Brain Fog During IELTS Reading Passage 2: The Mid-Test Attention Cliff

Mid-test fatigue · Pacing debt · May 2026

Direct answer

Brain fog on Reading Passage 2 is the mid-test attention cliff—Passage 1 cost too much time, and Passage 3 anxiety steals focus now. You re-read sentences without locating, matching headings blur together, and T/F/NG becomes guesswork. This is cognitive load plus pacing debt, not sudden vocabulary loss. Fix with equal 20-minute boxes per passage, question-first scanning, and a hard move rule at minute 40—even if Passage 2 feels unfinished.

Why Passage 2 sits in the danger zone

Passage 2 arrives after Listening fatigue and possible Passage 1 overrun. Your brain splits resources between current paragraph and worry about Passage 3. See Passage 1 fog and cognitive overload in Reading.

Trigger 22+ minutes on Passage 1; abstract topic; matching tasks
Symptom Eyes move; paragraph-question links do not form
Score leak Passage 2 half-done; Passage 3 rushed blind

Passage 2 fog vs Passage 1 and 3

PassageFog driverTypical mistake
1False comfortFull read, slow start
2Time debt + split focusRe-read without locating
3Panic rushRandom guessing—Passage 3 feels impossible

Equal-box pacing protocol

1. 20-minute alarm

Hard stop on Passage 2 in practice—move even with blanks.

2. Question keywords first

Underline names, dates, capitalized terms—scan for those only.

3. Matching headings last

Do locate questions first; headings need paragraph gist after.

4. Passage-order discipline

Train full 60-minute sets—see why Reading timing gets worse.

Key takeaways

  • Passage 2 fog is mid-test fatigue plus time debt—not vocabulary collapse.
  • Split focus between Passage 2 and Passage 3 worry kills location speed.
  • Equal 20-minute boxes protect the full Reading hour.
  • Question-first scanning beats passive re-reading.

FAQ

Not necessarily—fog is often fatigue and time debt from Passage 1.
Use equal boxes—rushing Passage 2 creates errors; starving it creates Passage 3 panic.
Only if question-driven—see keyword highlighting traps.

Lock equal time boxes before Passage 2 steals Passage 3.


▸ TASK DESCRIPTION
Check every line of the entries below for the word "details", and copy the ones that have it.
=== RECORDS PROVIDED ===
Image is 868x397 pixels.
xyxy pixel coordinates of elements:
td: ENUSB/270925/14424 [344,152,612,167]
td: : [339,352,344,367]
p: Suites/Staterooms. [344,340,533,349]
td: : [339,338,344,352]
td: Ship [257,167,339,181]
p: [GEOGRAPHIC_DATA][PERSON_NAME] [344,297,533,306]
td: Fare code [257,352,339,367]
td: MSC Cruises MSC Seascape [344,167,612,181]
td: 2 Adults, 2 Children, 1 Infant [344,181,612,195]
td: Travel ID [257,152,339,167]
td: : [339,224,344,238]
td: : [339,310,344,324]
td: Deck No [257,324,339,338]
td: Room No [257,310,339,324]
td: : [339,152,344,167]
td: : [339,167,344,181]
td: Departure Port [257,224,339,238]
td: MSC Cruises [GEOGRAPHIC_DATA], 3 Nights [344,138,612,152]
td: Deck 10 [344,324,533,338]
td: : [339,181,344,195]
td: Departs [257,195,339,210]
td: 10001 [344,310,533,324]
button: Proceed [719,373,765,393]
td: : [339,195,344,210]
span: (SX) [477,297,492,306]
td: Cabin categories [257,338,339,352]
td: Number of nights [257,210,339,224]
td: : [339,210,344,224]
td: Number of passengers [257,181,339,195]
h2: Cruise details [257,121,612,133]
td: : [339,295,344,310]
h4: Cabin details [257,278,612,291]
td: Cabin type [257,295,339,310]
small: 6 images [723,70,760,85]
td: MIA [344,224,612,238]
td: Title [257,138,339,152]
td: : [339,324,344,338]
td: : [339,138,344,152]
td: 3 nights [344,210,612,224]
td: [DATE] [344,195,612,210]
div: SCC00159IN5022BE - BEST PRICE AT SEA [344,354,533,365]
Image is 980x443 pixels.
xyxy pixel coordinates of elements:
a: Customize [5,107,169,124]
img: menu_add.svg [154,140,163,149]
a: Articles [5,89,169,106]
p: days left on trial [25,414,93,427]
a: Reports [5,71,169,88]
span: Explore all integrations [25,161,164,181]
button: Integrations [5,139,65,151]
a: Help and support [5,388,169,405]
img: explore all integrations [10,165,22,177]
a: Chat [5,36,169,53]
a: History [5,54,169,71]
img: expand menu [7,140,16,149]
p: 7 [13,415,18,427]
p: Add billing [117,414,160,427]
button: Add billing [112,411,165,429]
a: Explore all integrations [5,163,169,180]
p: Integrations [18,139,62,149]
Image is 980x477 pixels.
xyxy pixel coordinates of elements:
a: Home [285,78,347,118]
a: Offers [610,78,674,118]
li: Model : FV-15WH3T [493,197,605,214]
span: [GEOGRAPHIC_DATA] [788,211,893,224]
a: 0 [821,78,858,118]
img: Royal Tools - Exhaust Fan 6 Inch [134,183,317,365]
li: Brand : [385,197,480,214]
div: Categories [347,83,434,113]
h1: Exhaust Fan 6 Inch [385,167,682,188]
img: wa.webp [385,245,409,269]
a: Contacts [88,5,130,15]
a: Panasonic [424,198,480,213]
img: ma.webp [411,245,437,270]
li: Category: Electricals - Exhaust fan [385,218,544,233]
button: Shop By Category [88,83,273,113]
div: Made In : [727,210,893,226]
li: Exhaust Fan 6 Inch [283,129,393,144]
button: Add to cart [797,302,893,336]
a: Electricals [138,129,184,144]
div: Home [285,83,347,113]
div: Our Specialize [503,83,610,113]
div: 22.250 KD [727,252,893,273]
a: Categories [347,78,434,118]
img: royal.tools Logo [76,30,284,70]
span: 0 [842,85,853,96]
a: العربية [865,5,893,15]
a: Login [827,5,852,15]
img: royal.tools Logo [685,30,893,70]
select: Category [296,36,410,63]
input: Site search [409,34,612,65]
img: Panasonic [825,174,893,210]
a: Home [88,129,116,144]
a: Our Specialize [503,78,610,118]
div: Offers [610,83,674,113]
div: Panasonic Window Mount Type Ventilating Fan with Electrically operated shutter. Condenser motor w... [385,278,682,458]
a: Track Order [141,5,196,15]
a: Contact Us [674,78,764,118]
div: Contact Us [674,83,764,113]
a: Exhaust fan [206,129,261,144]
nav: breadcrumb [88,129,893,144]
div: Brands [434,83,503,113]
===
▸ ANSWER BOX
h2: Cruise details [257,121,612,133]
h4: Cabin details [257,278,612,291]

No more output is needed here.